I have done a lot of research and cannot find a simple solution for renaming a file by its parent folder.
Basically I am zipping a bunch of files from an online file manager and I receive them in a ridiculous structure. (see below) the first column is the extracted parent folder which names itself after the last folder in the set when I zip it. The second column is the actual order numbers for each order. The third column is what seems to be randomly named folders which each contain ONE customer uploaded file. So, each file a customer uploads for an order gets put in a randomly-named folder, then into the order number folder.
I would like to make an app or service with Apple Automator to rename the customer files like this (and get rid of all the subfolders)leaving them all in the parent folder named sequentially .
3587915_1.PDF
3587915_2.PDF
3587915_3.PDF
3587915_4.PDF
3587933_1.PDF
3587933_2.PDF
any help/insight?
Best Answer
You can do this with an AppleScript. Use the Script Editor in the Utilities folder. Here is a script I wrote for you just now. It works on one folder at a time-- not the top level folder, but the one in your example that is 3587915.
When you run this script it asks you to choose a folder. In this example you would open 3587915 and then click "Choose." Very important: don't choose your 3589919. We are only working on one folder at a time here. If this works for you we can expand to looping through the folders in the top-level folder.
Here are screenshots showing you how it works. You should practice on a set of folders that don't matter at first. You can see my starting set-up in the first picture and the result in the second. The captions on the pictures are not showing up (for me) so here is what they should be:
Picture 1: Automator Service, with slightly modified AppleScript.
Picture 2: folder_1, folder_2, folder_3, folder_4, and folder_5 each have a single pdf in them. Only folder_1's contents are shown here.
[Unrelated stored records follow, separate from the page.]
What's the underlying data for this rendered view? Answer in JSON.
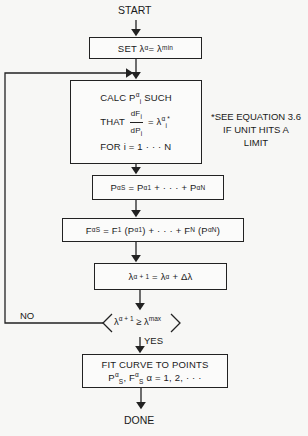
{
  "diagram": {
    "type": "flowchart",
    "start_label": "START",
    "done_label": "DONE",
    "steps": [
      {
        "id": "set",
        "text_parts": {
          "pre": "SET λ",
          "sup1": "α",
          "mid": " = λ",
          "sup2": "min"
        }
      },
      {
        "id": "calc",
        "line1_pre": "CALC P",
        "line1_sup": "α",
        "line1_sub": "i",
        "line1_post": " SUCH",
        "line2_pre": "THAT",
        "frac_num": "dF",
        "frac_num_sub": "i",
        "frac_den": "dP",
        "frac_den_sub": "i",
        "line2_post": "= λ",
        "line2_sup": "α",
        "line2_sub": "i",
        "line2_star": "*",
        "line3": "FOR i = 1 · · · N"
      },
      {
        "id": "ps",
        "formula": "P_S^α = P_1^α + · · · + P_N^α"
      },
      {
        "id": "fs",
        "formula": "F_S^α = F_1 (P_1^α) + · · · + F_N (P_N^α)"
      },
      {
        "id": "lambda_update",
        "formula": "λ^(α+1) = λ^α + Δλ"
      },
      {
        "id": "decision",
        "formula": "λ^(α+1) ≥ λ^max",
        "no_label": "NO",
        "yes_label": "YES"
      },
      {
        "id": "fit",
        "line1": "FIT CURVE TO POINTS",
        "line2": "P_S^α, F_S^α α = 1, 2, · · ·"
      }
    ],
    "note": {
      "line1": "*SEE EQUATION 3.6",
      "line2": "IF UNIT HITS A",
      "line3": "LIMIT"
    },
    "symbols": {
      "alpha": "α",
      "lambda": "λ",
      "delta": "Δ",
      "geq": "≥",
      "dots": "· · ·",
      "P": "P",
      "F": "F",
      "S": "S",
      "N": "N",
      "one": "1",
      "plus": "+",
      "eq": "=",
      "alpha_plus_1": "α + 1",
      "max": "max",
      "comma": ",",
      "alpha_list": "α = 1, 2, · · ·"
    },
    "colors": {
      "line": "#222222",
      "background": "#f7f7f5"
    }
  }
}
Picture 3: This is the result. The subfolders are gone. The files are named after the parent folder.
You can save the script as an app. Or, you can run the script within a step in Automator since Automator can run an AppleScript. That's in the Utilities section of Automator, "Run AppleScript." I would include a picture but I am new here and am only allowed two pictures until I am upgraded.
If you want to do it with a service, you use almost the same script, but you have to pass the control-clicked folder. Rather than using the AppleScript step "Choose Folder" you tell your Automator Service to "receive selected folder in the Finder" and you set "the_folder" to item 1 of the input. See the first picture. Works like a champ here!